Trump did this presumably not only because he has a penchant for celebrity and showmanship, both of which Dr. Oz has in droves. He did this because, despite Oz’s years of misuses and abuses of science, his years of misleading the public on health, Oz remains “ America’s doctor.”
As I wrote after Oz gave the candidate Trump a surreal, made-for-TV physical exam in 2016, the men have something in common: They are the personification of bullshitting to the public, of getting away with bullshitting to the public, and of profiting from it.
Oz is still selling magazines. He’s still selling books. He’s nearly a decade into his highly popular TV show. And now he’s been validated once again — by the highest office in the land. That should make us uneasy.
As I’ve reported, Oz is a longtime purveyor of medical misinformation. Once a gifted researcher and cardiothoracic surgeon, after a few years on TV he went rogue, trumpeting everything from homeopathy to bogus diet supplements and discredited research about GMOs.
He’s also given his platform to vaccine deniers and fearmongering pseudoscience purveyors like the Food Babe Vani Hari (known to scientists as “the Jenny McCarthy of food”).
At his nadir, in 2014, Oz was called before a Senate subcommittee on consumer protection and asked to explain his use of “flowery” language to champion weight loss fixes that don’t actually work. As Sen. Claire McCaskill put it, “The scientific community is almost monolithic against you in terms of the efficacy of the three products you called ‘miracles.’”
The Federal Trade Commission also found that Oz’s producers did the scantest research on the show’s guests, which allowed modern-day snake oil salesmen to appear on air hawking bogus products. In April 2015, a group of professors, scientists, and doctors argued the show was so misleading that Oz’s position as a Columbia medical school professor was incompatible with his on-air work.
But revelations about these misdeeds apparently did not have much of an impact. While there was some evidence that he was turning away from pseudoscience for a brief period following the criticism by colleagues ( even debunking bogus health claims), lately he’s gone back to his pseudoscience staples, including promoting crash diets and detox regimens. In April, he even won an Emmy Award for outstanding talk show.
And now he’ll be advising the president on how to improve health in America’s school systems:
I have a modest proposal that might actually work to improve the health of the nation’s children and help them avoid falling prey to the Dr. Ozes of the world: We should teach kids how to think critically about the information they receive from a very early age.
As I’ve written before, researchers from Europe and Africa recently worked to develop curricula — a cartoon-filled textbook, lessons plans — on critical thinking skills aimed at schoolchildren. In 2016, they tested the materials in a big trial involving 15,000 schoolchildren from Uganda’s central region. The results of the trial, published in The Lancet, showed a remarkable rate of success: Kids who were taught basic concepts of how to think critically about health claims massively outperformed children in a control group.

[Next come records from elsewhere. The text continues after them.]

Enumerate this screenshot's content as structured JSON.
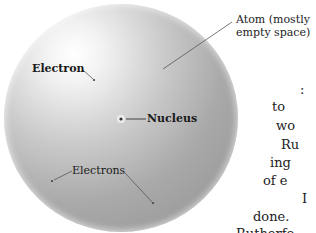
{
  "figure": {
    "colors": {
      "sphere_highlight": "#ffffff",
      "sphere_shadow": "#9a9a9a",
      "leader_line": "#555555",
      "label_text": "#1a1a1a"
    },
    "labels": {
      "atom_line1": "Atom (mostly",
      "atom_line2": "empty space)",
      "electron": "Electron",
      "nucleus": "Nucleus",
      "electrons": "Electrons"
    }
  },
  "body_text_fragments": [
    {
      "text": ":",
      "x": 300,
      "y": 82
    },
    {
      "text": "to",
      "x": 272,
      "y": 99
    },
    {
      "text": "wo",
      "x": 276,
      "y": 118
    },
    {
      "text": "Ru",
      "x": 281,
      "y": 137
    },
    {
      "text": "ing",
      "x": 270,
      "y": 155
    },
    {
      "text": "of e",
      "x": 263,
      "y": 173
    },
    {
      "text": "I",
      "x": 302,
      "y": 191
    },
    {
      "text": "done.",
      "x": 253,
      "y": 209
    },
    {
      "text": "Rutherfo",
      "x": 236,
      "y": 226
    }
  ]
}
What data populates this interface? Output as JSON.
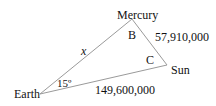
{
  "diagram": {
    "type": "triangle",
    "vertices": {
      "earth": {
        "label": "Earth"
      },
      "mercury": {
        "label": "Mercury"
      },
      "sun": {
        "label": "Sun"
      }
    },
    "angles": {
      "earth": "15º",
      "mercury": "B",
      "sun": "C"
    },
    "sides": {
      "earth_mercury": "x",
      "mercury_sun": "57,910,000",
      "earth_sun": "149,600,000"
    },
    "line_color": "#9a9a9a"
  }
}
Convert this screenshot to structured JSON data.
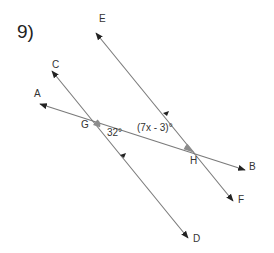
{
  "problem": {
    "number": "9)"
  },
  "points": {
    "A": "A",
    "B": "B",
    "C": "C",
    "D": "D",
    "E": "E",
    "F": "F",
    "G": "G",
    "H": "H"
  },
  "angles": {
    "at_G": "32°",
    "at_H": "(7x - 3)°"
  },
  "lines": [
    {
      "name": "AB",
      "from": "A",
      "to": "B",
      "type": "transversal"
    },
    {
      "name": "CD",
      "from": "C",
      "to": "D",
      "type": "parallel"
    },
    {
      "name": "EF",
      "from": "E",
      "to": "F",
      "type": "parallel"
    }
  ],
  "colors": {
    "line": "#7a7a7a",
    "arrow": "#222222",
    "angle_fill": "#8c8c8c",
    "text": "#333333"
  }
}
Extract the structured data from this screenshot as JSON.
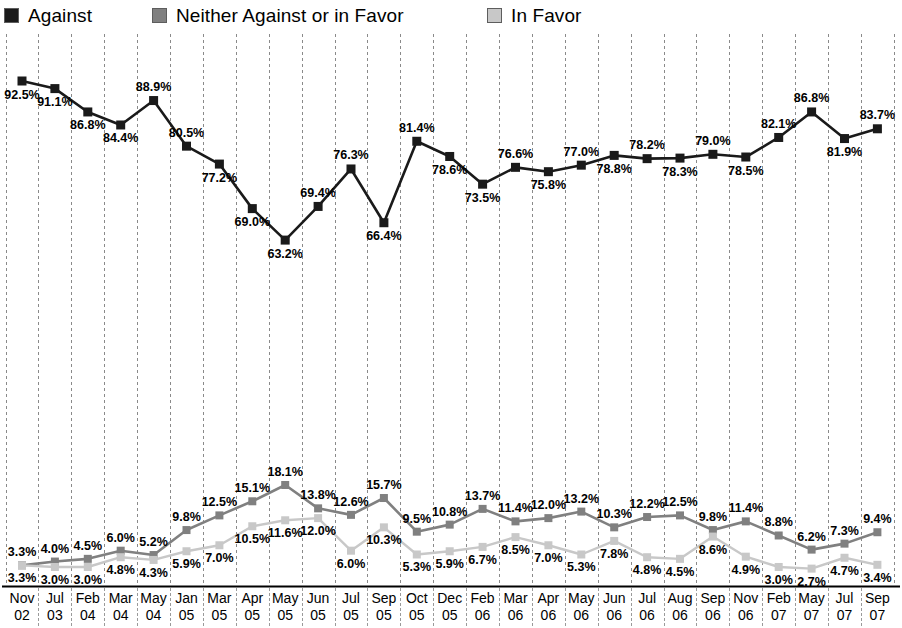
{
  "legend": {
    "items": [
      {
        "label": "Against",
        "color": "#1a1a1a",
        "name": "legend-item-against"
      },
      {
        "label": "Neither Against or in Favor",
        "color": "#808080",
        "name": "legend-item-neither"
      },
      {
        "label": "In Favor",
        "color": "#c8c8c8",
        "name": "legend-item-in-favor"
      }
    ]
  },
  "chart_data": {
    "type": "line",
    "title": "",
    "subtitle": "",
    "xlabel": "",
    "ylabel": "",
    "ylim": [
      0,
      100
    ],
    "grid": "vertical-dashed",
    "legend_position": "top-left",
    "value_labels": true,
    "value_suffix": "%",
    "categories": [
      "Nov 02",
      "Jul 03",
      "Feb 04",
      "Mar 04",
      "May 04",
      "Jan 05",
      "Mar 05",
      "Apr 05",
      "May 05",
      "Jun 05",
      "Jul 05",
      "Sep 05",
      "Oct 05",
      "Dec 05",
      "Feb 06",
      "Mar 06",
      "Apr 06",
      "May 06",
      "Jun 06",
      "Jul 06",
      "Aug 06",
      "Sep 06",
      "Nov 06",
      "Feb 07",
      "May 07",
      "Jul 07",
      "Sep 07"
    ],
    "categories_month": [
      "Nov",
      "Jul",
      "Feb",
      "Mar",
      "May",
      "Jan",
      "Mar",
      "Apr",
      "May",
      "Jun",
      "Jul",
      "Sep",
      "Oct",
      "Dec",
      "Feb",
      "Mar",
      "Apr",
      "May",
      "Jun",
      "Jul",
      "Aug",
      "Sep",
      "Nov",
      "Feb",
      "May",
      "Jul",
      "Sep"
    ],
    "categories_year": [
      "02",
      "03",
      "04",
      "04",
      "04",
      "05",
      "05",
      "05",
      "05",
      "05",
      "05",
      "05",
      "05",
      "05",
      "06",
      "06",
      "06",
      "06",
      "06",
      "06",
      "06",
      "06",
      "06",
      "07",
      "07",
      "07",
      "07"
    ],
    "series": [
      {
        "name": "Against",
        "color": "#1a1a1a",
        "values": [
          92.5,
          91.1,
          86.8,
          84.4,
          88.9,
          80.5,
          77.2,
          69.0,
          63.2,
          69.4,
          76.3,
          66.4,
          81.4,
          78.6,
          73.5,
          76.6,
          75.8,
          77.0,
          78.8,
          78.2,
          78.3,
          79.0,
          78.5,
          82.1,
          86.8,
          81.9,
          83.7
        ],
        "label_positions": [
          "below",
          "below",
          "below",
          "below",
          "above",
          "above",
          "below",
          "below",
          "below",
          "above",
          "above",
          "below",
          "above",
          "below",
          "below",
          "above",
          "below",
          "above",
          "below",
          "above",
          "below",
          "above",
          "below",
          "above",
          "above",
          "below",
          "above"
        ]
      },
      {
        "name": "Neither Against or in Favor",
        "color": "#808080",
        "values": [
          3.3,
          4.0,
          4.5,
          6.0,
          5.2,
          9.8,
          12.5,
          15.1,
          18.1,
          13.8,
          12.6,
          15.7,
          9.5,
          10.8,
          13.7,
          11.4,
          12.0,
          13.2,
          10.3,
          12.2,
          12.5,
          9.8,
          11.4,
          8.8,
          6.2,
          7.3,
          9.4
        ],
        "label_positions": [
          "above",
          "above",
          "above",
          "above",
          "above",
          "above",
          "above",
          "above",
          "above",
          "above",
          "above",
          "above",
          "above",
          "above",
          "above",
          "above",
          "above",
          "above",
          "above",
          "above",
          "above",
          "above",
          "above",
          "above",
          "above",
          "above",
          "above"
        ]
      },
      {
        "name": "In Favor",
        "color": "#c8c8c8",
        "values": [
          3.3,
          3.0,
          3.0,
          4.8,
          4.3,
          5.9,
          7.0,
          10.5,
          11.6,
          12.0,
          6.0,
          10.3,
          5.3,
          5.9,
          6.7,
          8.5,
          7.0,
          5.3,
          7.8,
          4.8,
          4.5,
          8.6,
          4.9,
          3.0,
          2.7,
          4.7,
          3.4
        ],
        "label_positions": [
          "below",
          "below",
          "below",
          "below",
          "below",
          "below",
          "below",
          "below",
          "below",
          "below",
          "below",
          "below",
          "below",
          "below",
          "below",
          "below",
          "below",
          "below",
          "below",
          "below",
          "below",
          "below",
          "below",
          "below",
          "below",
          "below",
          "below"
        ]
      }
    ]
  }
}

This work is the closest thing we have to a recipe book for how to stop health bunk, like the stuff Oz peddles, from spreading. The takeaway from the research is clear: We must stop trying to change people’s beliefs with facts, as all the Dr. Oz debunkers (myself included) have attempted to do. Rather, we need to teach people to spot bunk in the first place. If we did that, people like Oz, who mislead the public on health, would not hold the position they do in society. They would not be advising the president on important matters like children’s health.